Surprise! I wasn’t always on A-squad. In fact, for 4 months of my race preparation, I was on Z-squad until they asked the entire squad (about 70? people at the time) if any of us would switch to A-squad (30ish people at the time) to even out the numbers between the two squads that launched in September.
 
Obviously, I chose to switch to A-squad. My reasoning was two-fold:
 
1. I absolutely wanted to experience Christmas in India, because that sounded crazy exciting, and it was.
 

*Me and my babygirl with downs in India on Christmas Eve

2. Every country on A-squad’s route has been historically plagued with some kind of social injustice, and my heart was really for trafficking victims, so…
 
I included Rwanda in my “Yes! I pick the social justice route!” because I knew there had been a genocide here in the 90s…
I just learned this week, though, that I knew absolutely nothing about that genocide.
I didn’t know anything about any genocide, really, until I moved into the city that experienced its own when I was 5 years old. 
 
We recently visited the national genocide museum in Kigali, where I learned just how much I don‘t know.

The photographs lining the walls are horrific –

printed evidence that the streets of the city that I’ve been walking for the past several weeks were once lined with piles of mangled bodies,
massacred with zero discrimination between men, women, and children

 

Historically, in as few words as possible, the Hutu tribe raised up a youth militia to believe that the Tutsi tribe was inherently inferior, dirty, and inhuman.
A single nation was divided entirely based on economic status, and those who had “less” tried to eliminate the threat of being ruled by completely wiping out the population of those with “more.”
 
Death of the Tutsi wasn’t the goal of the Hutu militia, though… 
 
Torture, dehumanization, humiliation, and guaranteeing the impossibility that another generation of the entire people group would ever be born was. 
 
The militia used dull machetes, the blunt end of rifles or other blunt objects, chains, etc. to brutally abuse and murder the Tutsi people. 
 

I don’t know how I didn’t know that. This isn’t ancient history. This isn’t old testament wars.

This is what the nation of Rwanda was experiencing while I was eating ice cream cones and going to see my first movie in theaters (just to be clear, it was 101 Dalmatians, I likely slept through half of it).

 
A direct quote from the genocide museum reads, 
 
“The world withdrew and watched as a million people were slaughtered.”
 
I couldn’t help but feel ashamed that no one really stepped in to put a stop to the genocide in Rwanda until an entire people group had nearly been wiped out.
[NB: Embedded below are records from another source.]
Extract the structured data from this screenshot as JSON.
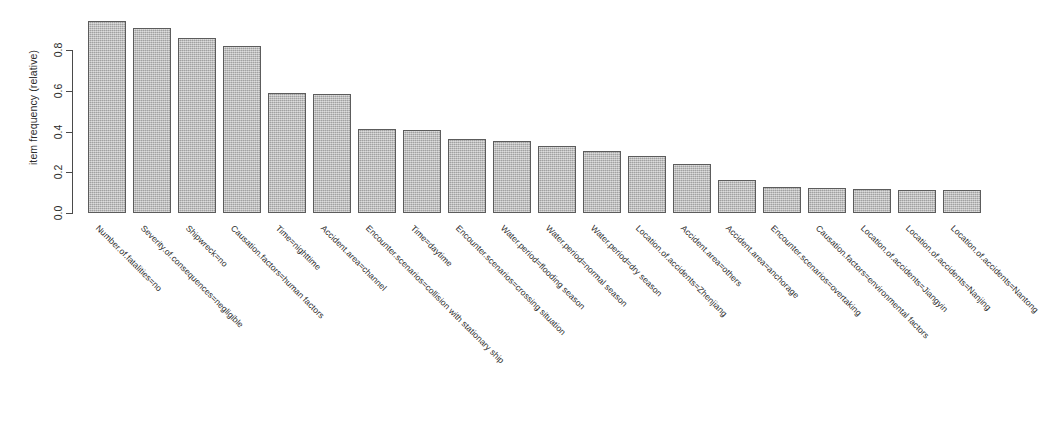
{
  "chart_data": {
    "type": "bar",
    "title": "",
    "xlabel": "",
    "ylabel": "item frequency (relative)",
    "ylim": [
      0.0,
      0.95
    ],
    "grid": false,
    "legend": null,
    "ytick_labels": [
      "0.0",
      "0.2",
      "0.4",
      "0.6",
      "0.8"
    ],
    "ytick_values": [
      0.0,
      0.2,
      0.4,
      0.6,
      0.8
    ],
    "categories": [
      "Number.of.fatalities=no",
      "Severity.of.consequences=negligible",
      "Shipwreck=no",
      "Causation.factors=human factors",
      "Time=nighttime",
      "Accident.area=channel",
      "Encounter.scenarios=collision with stationary ship",
      "Time=daytime",
      "Encounter.scenarios=crossing situation",
      "Water.period=flooding season",
      "Water.period=normal season",
      "Water.period=dry season",
      "Location.of.accidents=Zhenjiang",
      "Accident.area=others",
      "Accident.area=anchorage",
      "Encounter.scenarios=overtaking",
      "Causation.factors=environmental factors",
      "Location.of.accidents=Jiangyin",
      "Location.of.accidents=Nanjing",
      "Location.of.accidents=Nantong"
    ],
    "values": [
      0.94,
      0.91,
      0.86,
      0.82,
      0.59,
      0.585,
      0.41,
      0.405,
      0.365,
      0.355,
      0.33,
      0.305,
      0.28,
      0.24,
      0.16,
      0.13,
      0.125,
      0.12,
      0.115,
      0.112
    ]
  },
  "colors": {
    "bar_fill": "#b4b4b4",
    "bar_border": "#5c5c5c",
    "axis": "#4a4a4a",
    "text": "#2b2b2b",
    "background": "#ffffff"
  }
}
I know I was 5-years-old, I know I wouldn’t have known what to do either, but really, America? We went with “nothing” as our response? 

 
The day after visiting the genocide museum, we were asked to visit a boarding school that houses 1,000 students ages 11-23. We walked in and sat on a bench outside the headmaster’s office while students set up the main hall for our visit, and I noticed a sign nailed to a tree right in front of me. 
 
I hope I never forget the image of this sign, my camera broke early last month so I had no way of capturing it, but it simply read,

“Never Again.”

 
And my heart was suddenly alive again.

Jesus, I'm sorry for so often forgetting the infinity of Your Goodness, but thank you for continuing to hang evidence it on a tree right in front of my face.

United Pursuit Band sings a song called “Break Every Chain,” about the power of Jesus’ name; and a refrain at the end of the song sings over and over again, “there’s an army rising up to break every chain.” 

 
After I read that sign, all I could hear in my head was that TRUTH!

There’s an army rising up!

 

In the same nation where a youth militia was raised up and empowered to carry out acts of undeserved violence rooted in unprompted hatred;


my team and I had the privilege of worshiping with and preaching to a youth militia being raised up and empowered to carry out acts of unprompted affection rooted in undeserved Love.


 


 Walking around Kigali, it’s not hard to find survivors with obvious scars on their bodies from abuse during the genocide…but God's goodness covers and restores even the extent of the hatred and sinfulness that carried out (and, honestly, is still trying to carry out) the genocide that forever changed this country's history.

 

What breaks my heart even more, though, are the scars I can’t see with my eyes…

more on that in my next blog.

By the way, I love you all.
Especially my family – mom, dad, shannon, cody, will, nataly, and baby will – I love you all a lot.